More than a via media has, at times, been harsh in its criticism of aspects of the life of the Episcopal Church in the United States. ECUSA's failure to pay heed to fellow-Anglicans across the globe and the Christian tradition across the centuries has impaired communion in a manner that has undermined Anglicanism's common life and witness.That, however, should not be taken to mean that I am uncritically critical of ECUSA. I and my family have happy memories of the hospitality, fellowship and orthodox faith and worship of ECUSA parishes in New York city, Massachusetts and Maine. I find it an unremarkable pastoral necessity that Anglicans in San Francisco should have a different approach to same-sex relationships than Anglicans in Nigeria. And I think it necessary that the populist Protestantism and ethnic Roman Catholicism that dominate much of the religious life of the American Republic are balanced by an American expression of Anglicanism's liturgical and pastoral traditions.

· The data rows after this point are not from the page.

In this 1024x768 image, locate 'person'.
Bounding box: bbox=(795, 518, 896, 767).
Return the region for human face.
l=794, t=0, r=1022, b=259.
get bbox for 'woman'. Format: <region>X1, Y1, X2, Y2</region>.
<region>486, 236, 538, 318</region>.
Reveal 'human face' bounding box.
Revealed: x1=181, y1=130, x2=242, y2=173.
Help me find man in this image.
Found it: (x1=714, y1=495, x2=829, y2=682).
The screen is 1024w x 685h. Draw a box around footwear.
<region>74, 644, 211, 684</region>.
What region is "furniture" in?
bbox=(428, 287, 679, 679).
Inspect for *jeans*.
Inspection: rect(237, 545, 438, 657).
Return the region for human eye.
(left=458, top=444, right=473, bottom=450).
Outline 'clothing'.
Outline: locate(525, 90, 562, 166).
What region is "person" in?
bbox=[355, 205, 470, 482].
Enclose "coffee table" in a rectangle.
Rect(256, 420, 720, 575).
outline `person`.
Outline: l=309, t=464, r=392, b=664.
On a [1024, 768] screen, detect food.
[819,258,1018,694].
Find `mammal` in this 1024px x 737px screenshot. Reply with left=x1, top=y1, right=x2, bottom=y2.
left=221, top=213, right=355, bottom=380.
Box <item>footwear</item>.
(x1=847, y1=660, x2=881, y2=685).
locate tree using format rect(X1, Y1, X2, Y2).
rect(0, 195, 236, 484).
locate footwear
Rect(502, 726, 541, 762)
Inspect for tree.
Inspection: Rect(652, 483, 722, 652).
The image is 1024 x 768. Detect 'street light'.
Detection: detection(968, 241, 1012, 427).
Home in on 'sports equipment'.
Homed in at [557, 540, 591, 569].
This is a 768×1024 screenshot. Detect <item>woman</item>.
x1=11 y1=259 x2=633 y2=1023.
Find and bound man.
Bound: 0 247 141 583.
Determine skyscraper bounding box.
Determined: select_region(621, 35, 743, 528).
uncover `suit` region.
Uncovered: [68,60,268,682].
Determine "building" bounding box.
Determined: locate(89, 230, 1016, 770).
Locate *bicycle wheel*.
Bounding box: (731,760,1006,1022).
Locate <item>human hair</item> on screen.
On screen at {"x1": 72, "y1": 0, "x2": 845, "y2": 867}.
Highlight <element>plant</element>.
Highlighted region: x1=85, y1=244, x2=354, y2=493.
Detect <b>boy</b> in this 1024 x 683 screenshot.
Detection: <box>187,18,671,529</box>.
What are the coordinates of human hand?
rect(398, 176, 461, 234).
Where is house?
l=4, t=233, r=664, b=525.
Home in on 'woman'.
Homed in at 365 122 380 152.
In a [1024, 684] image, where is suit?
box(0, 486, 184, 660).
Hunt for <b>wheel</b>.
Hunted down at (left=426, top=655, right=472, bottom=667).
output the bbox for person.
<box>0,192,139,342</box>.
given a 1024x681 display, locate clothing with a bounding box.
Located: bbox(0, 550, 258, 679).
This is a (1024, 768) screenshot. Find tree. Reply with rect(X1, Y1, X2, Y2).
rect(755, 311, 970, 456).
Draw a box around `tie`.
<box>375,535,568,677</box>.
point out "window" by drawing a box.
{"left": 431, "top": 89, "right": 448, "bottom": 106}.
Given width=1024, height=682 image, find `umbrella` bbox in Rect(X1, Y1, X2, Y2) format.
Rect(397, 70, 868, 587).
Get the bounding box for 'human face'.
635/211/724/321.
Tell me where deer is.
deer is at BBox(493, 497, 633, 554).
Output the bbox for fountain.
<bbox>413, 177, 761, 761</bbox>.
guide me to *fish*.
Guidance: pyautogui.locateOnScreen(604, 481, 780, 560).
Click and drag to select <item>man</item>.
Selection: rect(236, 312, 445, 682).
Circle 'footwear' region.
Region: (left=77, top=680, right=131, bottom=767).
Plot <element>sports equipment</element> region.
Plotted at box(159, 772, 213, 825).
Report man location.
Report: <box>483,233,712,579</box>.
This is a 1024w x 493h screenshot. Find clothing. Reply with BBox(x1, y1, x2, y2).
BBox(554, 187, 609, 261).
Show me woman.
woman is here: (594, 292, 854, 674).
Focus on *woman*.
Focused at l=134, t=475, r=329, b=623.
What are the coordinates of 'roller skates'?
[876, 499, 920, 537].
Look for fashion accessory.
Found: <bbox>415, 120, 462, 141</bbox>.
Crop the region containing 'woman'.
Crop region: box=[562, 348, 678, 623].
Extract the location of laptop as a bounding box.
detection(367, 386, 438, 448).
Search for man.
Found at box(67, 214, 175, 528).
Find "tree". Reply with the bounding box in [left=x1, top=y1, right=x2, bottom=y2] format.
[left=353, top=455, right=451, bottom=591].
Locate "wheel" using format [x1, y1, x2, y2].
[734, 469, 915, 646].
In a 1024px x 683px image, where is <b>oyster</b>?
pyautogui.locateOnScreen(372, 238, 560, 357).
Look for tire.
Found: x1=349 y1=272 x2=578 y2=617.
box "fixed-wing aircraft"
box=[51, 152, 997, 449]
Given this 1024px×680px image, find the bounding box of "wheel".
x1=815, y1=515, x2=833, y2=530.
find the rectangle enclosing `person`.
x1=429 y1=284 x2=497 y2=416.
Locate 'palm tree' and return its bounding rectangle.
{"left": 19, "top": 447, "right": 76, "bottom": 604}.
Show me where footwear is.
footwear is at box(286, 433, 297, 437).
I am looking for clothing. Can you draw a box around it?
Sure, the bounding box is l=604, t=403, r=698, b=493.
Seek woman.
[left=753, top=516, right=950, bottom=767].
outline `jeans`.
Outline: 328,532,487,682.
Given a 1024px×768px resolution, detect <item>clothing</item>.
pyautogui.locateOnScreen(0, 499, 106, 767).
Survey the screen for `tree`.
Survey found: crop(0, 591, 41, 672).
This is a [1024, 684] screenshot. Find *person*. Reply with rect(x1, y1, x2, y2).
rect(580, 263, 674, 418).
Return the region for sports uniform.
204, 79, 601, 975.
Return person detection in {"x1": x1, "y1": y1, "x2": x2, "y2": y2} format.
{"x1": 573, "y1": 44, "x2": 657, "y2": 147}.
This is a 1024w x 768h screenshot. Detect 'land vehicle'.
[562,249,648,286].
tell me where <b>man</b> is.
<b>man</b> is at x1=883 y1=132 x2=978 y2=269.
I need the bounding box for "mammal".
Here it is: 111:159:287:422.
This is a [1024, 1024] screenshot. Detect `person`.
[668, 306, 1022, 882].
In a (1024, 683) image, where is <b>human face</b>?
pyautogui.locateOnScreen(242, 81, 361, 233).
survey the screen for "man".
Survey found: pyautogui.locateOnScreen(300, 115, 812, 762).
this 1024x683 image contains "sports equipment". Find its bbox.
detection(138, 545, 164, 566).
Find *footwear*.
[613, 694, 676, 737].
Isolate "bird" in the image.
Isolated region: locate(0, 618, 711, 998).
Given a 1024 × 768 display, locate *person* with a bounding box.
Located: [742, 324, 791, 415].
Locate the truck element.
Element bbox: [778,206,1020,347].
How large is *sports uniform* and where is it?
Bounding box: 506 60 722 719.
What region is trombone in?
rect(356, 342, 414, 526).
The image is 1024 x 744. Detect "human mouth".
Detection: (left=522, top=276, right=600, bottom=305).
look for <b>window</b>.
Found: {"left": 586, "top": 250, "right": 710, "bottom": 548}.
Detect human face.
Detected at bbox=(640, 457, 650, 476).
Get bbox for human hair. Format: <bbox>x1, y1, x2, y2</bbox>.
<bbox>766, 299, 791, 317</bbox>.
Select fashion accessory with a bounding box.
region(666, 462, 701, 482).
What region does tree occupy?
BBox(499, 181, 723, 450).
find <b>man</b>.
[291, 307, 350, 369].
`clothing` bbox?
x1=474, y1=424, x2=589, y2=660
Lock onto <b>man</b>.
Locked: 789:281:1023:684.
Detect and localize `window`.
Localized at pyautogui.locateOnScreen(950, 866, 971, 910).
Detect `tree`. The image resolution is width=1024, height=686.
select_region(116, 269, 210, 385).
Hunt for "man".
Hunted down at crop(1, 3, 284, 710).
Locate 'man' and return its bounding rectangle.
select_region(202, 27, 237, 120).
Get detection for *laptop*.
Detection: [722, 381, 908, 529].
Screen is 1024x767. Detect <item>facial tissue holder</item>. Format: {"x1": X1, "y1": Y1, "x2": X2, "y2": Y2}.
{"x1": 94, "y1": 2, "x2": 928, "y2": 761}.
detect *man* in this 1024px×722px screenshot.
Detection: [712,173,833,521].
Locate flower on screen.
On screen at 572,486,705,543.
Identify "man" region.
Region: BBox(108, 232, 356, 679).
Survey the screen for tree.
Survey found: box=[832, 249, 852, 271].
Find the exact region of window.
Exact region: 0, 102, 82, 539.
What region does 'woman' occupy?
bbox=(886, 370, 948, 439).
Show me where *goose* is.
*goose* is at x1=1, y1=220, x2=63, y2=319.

Friday past provided me an opportunity to give thanks for my experiences of ECUSA. It commemorated the consecration of Samuel Seabury in 1784. During the colonial era, the political sensitivities of Dissenters stopped the Crown from providing bishops for Anglicans in the Americas. Political sensitivities re-emerged post-independence, this time on the other side of the Atlantic - English bishops would not consecrate a bishop who did not take the oath of allegiance to the Crown. Which led American Anglicans to turn to Scottish Anglicans, who had been Non-Jurors, refusing to take an oath of allegiance to the Hanoverians. Seabury received the order of the episcopate from 3 Scottish Episcopal bishops on 14th November 1784 in Aberdeen Cathedral.
That Scottish link proved to be influential. The Scots bishops requested that Seabury use his influence to ensure that American Anglicanism model its eucharistic practice and theology on the Scottish reliance on the 1549 and Non-Juror liturgies. And that is what Seabury achieved. As a result, the rich eucharistic theology of the first reformed Prayer Book and the Non-Jurors passed into the Anglican mainstream. Seabury went on to give expression to that eucharistic theology in his 1789 An Earnest Persuasive to Frequent Communion:
"For the command, 'This do in remembrance of Me,' relates not barely to eating bread & drinking wine in remembrance of Christ, as the Socinians teach, and some ill-informed Christians suppose, but to the whole transaction. By it the Apostles were enjoined, when they administered the Holy Communion, to do as Christ then did - take bread and break it, and offer it up to God, by thanksgiving and prayer, consecrating it to be His mystical Body - the memorial or representative of that Body which Christ in the institution willingly offered up and devoted to God, a sacrifice and propitiation for the sin of the world; and which, in consequence of His offering, was soon after slain upon the cross for our redemption - the Body of Christ in virtue and efficacy. They were then to distribute it to the Christians who attended the Holy solemnity, as Christ distributed it to them. Likewise they were to take the cup, and offer it up to God, by prayer, thanksgiving, and blessing, consecrating it to be the sacramental Blood of Christ - the representative, or memorial of His Blood which Christ devoted to God to be shed for sin - the Blood of Christ in virtue and efficacy to all worthy receivers. They were then to give it to all the Christians present to drink of it in remembrance, or for a memorial of Christ. So that all they who received the sacramental Body and Blood - i. e. the bread and wine thus blessed and consecrated by Christ's authorized minister - with true penitence and faith, might, at the same time, receive, in a spiritual and mysterious manner, the life-giving Body and Blood of Christ".
The collect provided for 14th November in ECUSA's 1979 Prayer Book is a reminder that episcopacy is meant to serve local and national churches by uniting them with the catholic tradition over space and time. And that is how Seabury served Anglicanism in the seemingly unwelcoming context of a new American Republic suspicious of authority and tradition:
"We give you thanks, O Lord our God, for your goodness in bestowing upon this Church the gift of the episcopate, which we celebrate in this remembrance of the consecration of Samuel Seabury; and we pray that, joined together in unity with our bishops, and nourished by your holy Sacraments, we may proclaim the Gospel of redemption with apostolic zeal; through Jesus Christ our Lord, who lives and reigns with you and the Holy Spirit, one God, now and for ever. Amen".